Incomprehensible Classes: E93

E93 Presence is simply incomprehensible. As such, it has no known use cases and is impossible to know whether it is useful or not. It is telling that there are no examples given in the documentation.

The definition is:

This class comprises instances of E92 Spacetime Volume, whose arbitrary temporal extent has been chosen in order to determine the spatial extent of a phenomenon over the chosen time-span.

It has been explained as the "wormhole" through space and time that an entity occupies. With complete knowledge of a universe, this might be interesting to calculate relative positions in time and space ... however we lack the supercomputing power and panopticon sensors needed to do this.

Useful Classes

The remaining classes are actively used in mappings for the known datasets.

Optional Classes

After analysis of the datasets available from multiple consortia and large individual organizations, the data available does not currently require using these classes. This is not to say that they will not be useful in the future, just that they are not used by any currently known instance. In particular:

Appropriated Classes

E30 Right

The definition of E30 Right in CIDOC-CRM doesn't fit any actual need that has been encountered to date. The rationale is below, but the summary is that E30 is conceptual and is not contextualized by space or time, however the legal status of objects changes all the time. This is covered in more, excruciating, detail in the note below.

Given that the class is not useful as currently defined, the approach has been taken to attempt to fix that usage within the context of Linked Art, and then submit the necessary changes with evidence from the community back to the ontology maintenance agency for consideration of a revised model.

The Problem of Rights

The basic problem with E30 Right is that it is a Conceptual Object, and Conceptual Objects cannot be destroyed. While there is any carrier of the object, including the CIDOC-CRM description of it or even within someone's memory, then the concept still exists somewhere. As it cannot be written down without persisting it, it cannot be destroyed and instead it can simply pass out of all knowledge. This means that the existence of the Right is not the same as the validity of the Right: the concept of slavery in America still exists, but it is no longer legally valid. There are no terms within the CRM to express the effective dates, and the CRM-SIG clarified that the right's effectiveness would be a different sort of resource. In particular that an E30 Right "is the formulation of the right, the terms", and not whether the right had any legal standing in any jurisdiction at any point in time.

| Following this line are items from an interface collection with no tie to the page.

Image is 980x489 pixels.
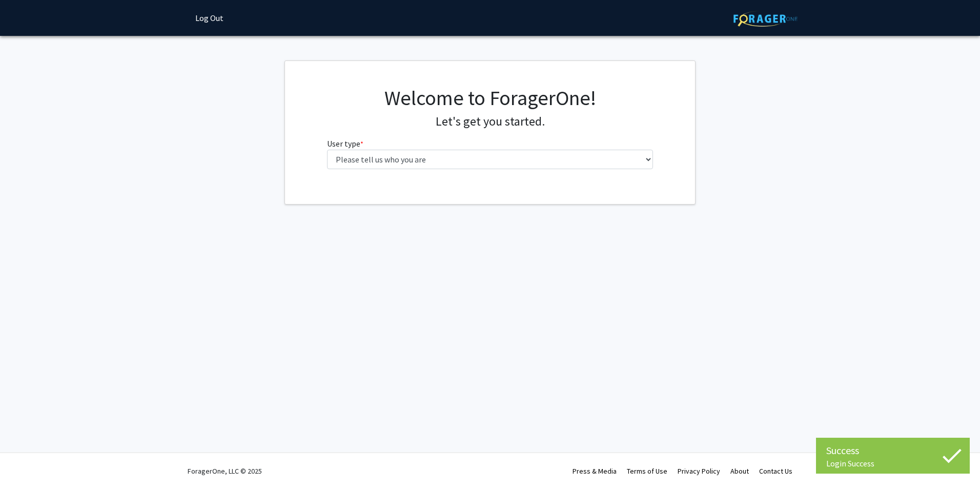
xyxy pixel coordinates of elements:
[827,442,960,458] div: Success
[327,86,654,110] h1: Welcome to ForagerOne!
[759,466,793,476] a: Contact Us
[327,138,363,149] label: User type
[188,453,262,489] div: ForagerOne, LLC © 2025
[734,11,798,27] img: ForagerOne Logo
[827,458,960,468] div: Login Success
[627,466,668,476] a: Terms of Use
[678,466,720,476] a: Privacy Policy
[327,114,654,129] h4: Let's get you started.
[573,466,617,476] a: Press & Media
[731,466,749,476] a: About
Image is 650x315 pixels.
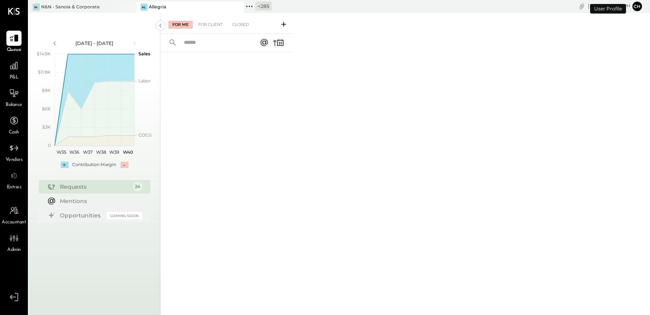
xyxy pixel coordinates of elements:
div: Al [140,4,148,11]
span: Balance [6,102,22,109]
text: COGS [138,132,152,138]
div: Closed [228,21,253,29]
a: Entries [0,168,28,191]
div: For Me [168,21,193,29]
text: W35 [56,150,66,155]
div: Contribution Margin [73,162,116,168]
span: Cash [9,129,19,136]
text: $9K [42,88,51,93]
a: Accountant [0,203,28,227]
text: $6K [42,106,51,112]
div: N&N - Senoia & Corporate [41,4,100,10]
text: Sales [138,51,150,57]
div: User Profile [590,4,626,14]
span: Queue [7,47,22,54]
text: $11.9K [38,69,51,75]
div: Requests [60,183,129,191]
text: W39 [109,150,119,155]
span: pm [623,3,630,9]
text: $3K [42,124,51,130]
div: - [120,162,128,168]
div: + [61,162,69,168]
button: Ch [632,2,642,11]
text: W38 [96,150,106,155]
div: N- [33,4,40,11]
div: copy link [578,2,585,10]
div: Mentions [60,197,138,205]
div: [DATE] - [DATE] [61,40,128,47]
span: P&L [10,74,19,81]
a: Balance [0,86,28,109]
a: Admin [0,231,28,254]
div: Opportunities [60,212,103,220]
span: Vendors [6,157,23,164]
text: W37 [83,150,93,155]
span: Admin [7,247,21,254]
a: Queue [0,31,28,54]
div: For Client [194,21,227,29]
a: Cash [0,113,28,136]
a: Vendors [0,141,28,164]
div: Allegria [149,4,166,10]
div: Coming Soon [106,212,142,220]
text: W40 [122,150,132,155]
div: 24 [133,182,142,192]
text: Labor [138,78,150,84]
text: W36 [69,150,79,155]
div: [DATE] [587,2,630,10]
text: 0 [48,143,51,148]
a: P&L [0,58,28,81]
div: + 285 [255,2,272,11]
text: $14.9K [37,51,51,57]
span: Accountant [2,219,26,227]
span: 4 : 08 [606,2,622,10]
span: Entries [7,184,22,191]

It also means that for every combination of Right+Object+Actor, there are many instances, all of which exist at the same time. The Right of Ownership of the Mona Lisa has at least one instance per Actor that ever actually owned it, and given the conceptual nature of E30, there could be many Rights for Actors that never actually owned it.

There is also no way to distinguish jurisdiction or legal code under which the right would exist, if it was ever in force. The discussion of the SIG was inconclusive as to whether a Right can be conceived by anyone, or only by Actors with the potential to make them legally enforcable even if they never do so. In other words, if I conceive of the terms of a Right of ownership, that applies to the Mona Lisa, and is possessed by myself ... is that an E30 Right, or is it just a Conceptual Object that quacks like a Right. If I cannot conceive Rights into existence, the requirements for agents that can conceive them are unknown, especially given that they're not governed by legal jurisdictions nor time.

Finally, E72 Legal Object is not the parent of Conceptual Object but instead of Symbolic Object. This means that Rights cannot be applied to ideas, yet patents can provide legal protection for those ideas. Thus even if all of the above were solved, Rights would still not cover the correct set of classes without multiple instantiation.

In summary, CIDOC-CRM lacks the expressiveness to state what is required and the current definition of E30 Right is insufficiently clear for use as currently documented in the standard. If you're still not convinced, you can read the email thread that starts here (if you dare).